# What you have to do
Transcribe verbatim the span of lines that opens with the line containing "Find the location of a particular element." and closes with the last line of the data below.

# Source data

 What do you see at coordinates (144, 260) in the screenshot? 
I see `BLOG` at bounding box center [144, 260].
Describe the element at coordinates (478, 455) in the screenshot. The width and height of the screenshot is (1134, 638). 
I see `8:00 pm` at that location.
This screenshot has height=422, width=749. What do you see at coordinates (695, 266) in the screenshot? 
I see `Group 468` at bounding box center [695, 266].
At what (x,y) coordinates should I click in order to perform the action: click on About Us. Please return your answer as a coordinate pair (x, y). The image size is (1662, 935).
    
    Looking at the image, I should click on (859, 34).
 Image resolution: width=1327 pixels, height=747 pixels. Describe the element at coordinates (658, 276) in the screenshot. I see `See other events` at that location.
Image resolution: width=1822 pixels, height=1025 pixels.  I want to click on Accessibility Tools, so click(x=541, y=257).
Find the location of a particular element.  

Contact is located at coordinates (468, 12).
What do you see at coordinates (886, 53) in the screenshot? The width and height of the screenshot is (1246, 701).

# Problem solution
Find the location of a particular element.  

Contact is located at coordinates (468, 12).
What do you see at coordinates (886, 53) in the screenshot? The width and height of the screenshot is (1246, 701).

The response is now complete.